The strangled gurgling of the engine was drowned out in the ears of the corporal who was just now coming around by the screaming of his wife in his ear. She was standing beside the jeep, her arms flailing as she gestured wildly and bellowed at him to wake up, to get up, and to get the hell out of that dress.

Klinger groggily pushed himself into a half-sitting position, and shook his head, "I wore it on our wedding day and now it just won't come--" was all he said before his words were choked off.

Mulcahy turned his head in surprise; to Klinger, it seemed like indignation.

"Klinger, you're awake!" he exclaimed gently, moving to put a supportive hand on the corpsman's shoulder.

"Klinger, you're disgraceful." Klinger heard, and sat up further, putting a hand on his own shoulder and fingering the lacy trim there fondly, needily, but hopelessly ashamed, and then--

"I know.

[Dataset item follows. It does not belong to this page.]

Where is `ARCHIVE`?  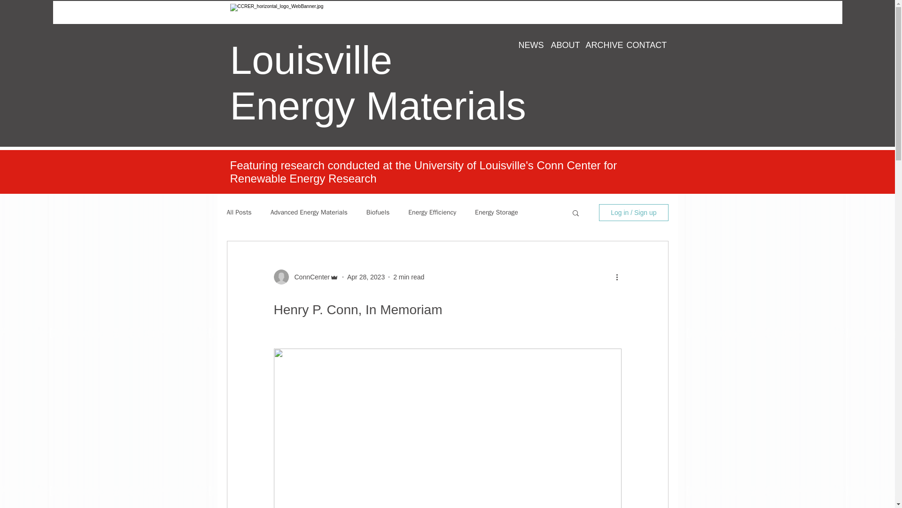
ARCHIVE is located at coordinates (600, 45).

I know, but it just won't-- oh, god!"

He flung his arm back over the seat of the jeep, clinging onto it for dear life as he spied the city of Toledo stretched out below him as he looked up into the air, feeling a nauseating rush of a feeling of being about to hurdle downward (upward?) to meet his end on the city streets.

"Klinger! What is it?" Mulcahy swerved under the steering wheel to put his hands on the sprawling shoulders of the terrified Klinger, "Klinger, tell me what's wrong..."

"You sick, deluded idiot," Klinger heard, "Why don't you go back where you came from."

A laughing came from the back seat of the jeep, a sound of a man laughing, "Ha! You want us to take that thing back? Not if you gave me five dollars. I've seen pig carcasses made better excuses for men than that... cross-dressing freak."

Morty laughed. Soon Laverne's incisive cackle joined along with him. The priest who leaned over him glared in disgust, but soon began to laugh, himself, at the pitiful excuse of a sinner. From the sky the guffaws and sniggers of the entire city of Toledo fell on his head like so many shell casings.

Mulcahy, watching over Klinger in concern, and perhaps a bit paranoid, himself, looked back into the back seat as Klinger looked there, then up in the sky. The sky was deep blue, the remains of a beautiful day fading into the cool indigo of evening, and the jeep was empty except for the two of them. A bird chirped curiously at them from a bush.

The chaplain knelt on the driver's seat, and hunched down close to Klinger, "Calm down, Klinger. I know it's hard, but just... concentrate... tell me what's wrong. Talk to me, Klinger..."

Klinger visibly gritted his teeth and, pulling on a torn and filthy hem of white train, he lifted the material slowly toward Mulcahy's questioning face. "It won't-- I know, I know, but it just won't come off," Klinger replied tearily to who-knows-whom-or-what.

Father Mulcahy looked down briefly, then back up into Klinger's eyes, terrified by their dark circles and their frenzied stare. "The... the mud?" he questioned gently, "Well," he tried, "I'm sure we can get it washed. We can send it out to Seoul," he rattled in a soothing voice, "We can get it dry-cleaned. You-- you'll be dazzling in white again, soon enough." He offered the frazzled Klinger a smile.

Klinger stared intently back at him, his forehead wrinkling as his eyebrows knitted upward, at least showing that he was hearing something of what the priest said. "No." He started, calmly, at least, "No! You can't make me go! Father! Don't make me leave! Good God, no!" he began to flail, sitting up and whacking the priest in the underside of the chin with an elbow.

Father Mulcahy, taken aback, was knocked backward and tumbled out of the jeep onto the rocky ground. He could vaguely hear Klinger's pumps shuffling on the ground; looking over, he managed to note that one of the white shoes had lost its heel before he lost consciousness.